By Paul Tate and Hugh Naylor
AMMAN — Iraqis and Jordanians expressed differing views yesterday over the death sentence against former president Saddam Hussein, with some describing the verdict as a victory for justice while others claimed it to be politically motivated.
“I am not happy or sad about the verdict. But he deserves to die. His policies caused a lot of harm and suffering to Iraqis,” said Fatima Salim, 31, a Shiite who fled to Jordan six months ago after her uncle was kidnapped by sectarian militias and presumed killed.
A court in Baghdad yesterday sentenced Saddam to death by hanging over the murder of more than 148 Shiite Muslims in reprisal for a 1982 assassination attempt on the Iraqi leader in the town of Dujail.
Saddam’s half-brother and former intelligence chief Barzan Ibrahim and Awad Hamed Al Bandar, head of the former revolutionary court, were also sentenced to hang, while former Iraqi vice president Taha Yassin Ramadan was sentenced to life in prison.
Salim, one of up to 800,000 Iraqis who have sought refuge in Jordan since the US-led invasion of March 2003, said, however, that the trial was politically motivated to coincide with Tuesday’s US congressional elections.
“It’s political that’s why the court issued the verdict at this time, but I still believe he deserved the death penalty.”
Talal Said, a Sunni from Iraq’s Diyala Governorate, agreed that Saddam warranted capital punishment for the crimes he committed against his own people and also for his wars against Iran and Kuwait.
“He conducted genocide and gassed his own people. No one can deny he was a brutal dictator,” said Said, who claimed to have fled persecution at the hands of the Baathist regime in 2001 before seeking refuge in Jordan.
He said although the verdict may cause a spike in violence in Sunni strongholds throughout the Anbar Province, it was the right decision as Saddam had betrayed the Iraqi nation.
“He [Saddam] fled his people when the Americans invaded. He abandoned them, which means he should be put to death.”
However, Jordanian worshippers leaving a west Amman mosque vented their anger yesterday at the court’s decision, arguing that Saddam was innocent of the charges and had been subjected to degrading treatment while in US custody.
“Who was responsible for Abu Ghraib? They [the United States] should be found guilty,” said civil engineer Mohammad Abu Ayyoub, adding that Saddam was forced to wash his own clothes and deprived of basic necessities.
When asked about the former president’s killing of Shiite villagers in Dujail and the alleged gassing of Kurds in Halabja in the late 1980s, Abu Ayyoub shrugged his shoulders and declined to comment.
Standing in front of the mosque’s entrance, fruit vendor Kamal Abdullah waved his fists defiantly in the air in a display of open support for the former Iraqi leader.
“Saddam was good, Saddam was good. He was like my brother. He was good,” he shouted, as his younger brother stood by his side nodding in agreement.
Rawia Shammaf, who arrived here from Iraq seven years ago and works as a technician at an eye clinic in Tlaa Al Ali, said she opposed the death sentence but her thoughts were focussed on her family back home in the Dora District of Baghdad.
“He was our president for many years. But I guess the new government knows more than me, so they know what to do with him,” she said.
“Everything is different since the Americans came. At the beginning people were happy Saddam was gone. But things are different now,” she said in reference to the increasing sectarian violence that is plaguing parts of the country.
“I worry about my family everyday, they can’t even leave their houses now… I feel bad for all of the Iraqi people. We have enough killing in Iraq already.”
Political Analyst Mohammad Masri, from the University of Jordan’s Centre for Strategic Studies, said the verdict would have a negligible affect on the level of violence in the neighbouring country.
“After the verdict, some people will no doubt get emotional and hold demonstrations but immediate reactions to the verdict will cease in the coming days and it will not affect the nature of the conflict,” said Masri.
The researcher noted that many of Iraq’s insurgent groups, such as Al Qaeda and the Islamic Army of Iraq, were never supporters of Saddam, while former Baath Party members have sought to distance themselves from the deposed leader.
“The internal dynamics of the conflict will be the decisive factors: Which are the occupation and the general polarisation of Iraqi society.”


WORK TASK: Look below and pull out each line with the word "Image".

··· DATA PROVIDED

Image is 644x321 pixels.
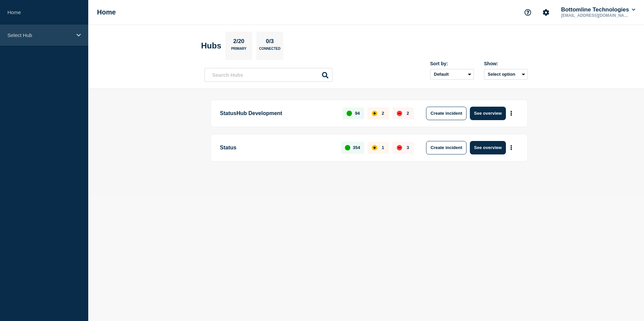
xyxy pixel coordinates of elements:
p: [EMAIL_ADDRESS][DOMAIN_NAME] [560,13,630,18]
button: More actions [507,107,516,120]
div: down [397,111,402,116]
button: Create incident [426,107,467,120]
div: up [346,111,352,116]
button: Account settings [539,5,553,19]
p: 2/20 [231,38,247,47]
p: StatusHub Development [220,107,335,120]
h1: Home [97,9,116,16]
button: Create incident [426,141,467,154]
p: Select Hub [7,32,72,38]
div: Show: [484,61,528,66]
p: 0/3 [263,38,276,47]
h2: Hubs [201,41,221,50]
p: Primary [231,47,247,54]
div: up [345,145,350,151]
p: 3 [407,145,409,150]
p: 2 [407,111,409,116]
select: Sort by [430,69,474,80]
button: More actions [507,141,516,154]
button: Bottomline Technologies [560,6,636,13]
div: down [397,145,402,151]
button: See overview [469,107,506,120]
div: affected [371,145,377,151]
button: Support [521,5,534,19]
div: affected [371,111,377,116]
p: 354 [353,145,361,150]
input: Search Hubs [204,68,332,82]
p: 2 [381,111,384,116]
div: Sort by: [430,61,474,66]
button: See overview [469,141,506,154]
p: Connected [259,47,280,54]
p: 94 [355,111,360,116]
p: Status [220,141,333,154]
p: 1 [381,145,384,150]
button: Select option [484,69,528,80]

······
··· DATA PROVIDED

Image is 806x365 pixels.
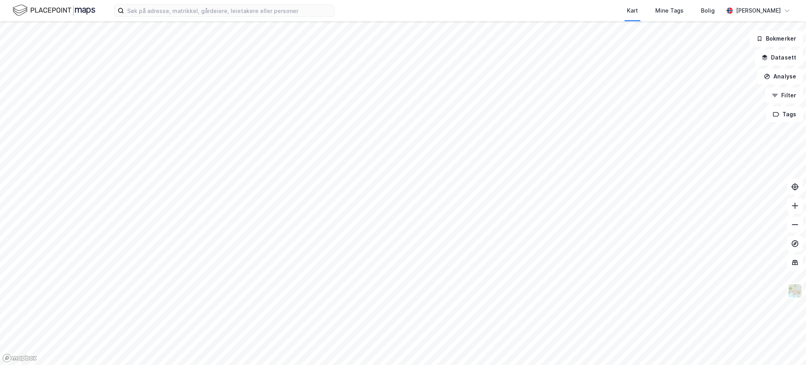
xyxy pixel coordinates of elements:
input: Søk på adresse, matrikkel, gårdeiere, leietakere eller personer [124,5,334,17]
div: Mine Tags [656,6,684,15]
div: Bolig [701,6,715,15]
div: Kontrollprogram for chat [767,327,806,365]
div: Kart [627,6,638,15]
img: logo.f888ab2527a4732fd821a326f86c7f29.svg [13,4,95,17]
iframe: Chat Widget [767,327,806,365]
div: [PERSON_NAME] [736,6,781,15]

······

WRITTEN SOLUTION:
Image is 644x321 pixels.
Image is 806x365 pixels.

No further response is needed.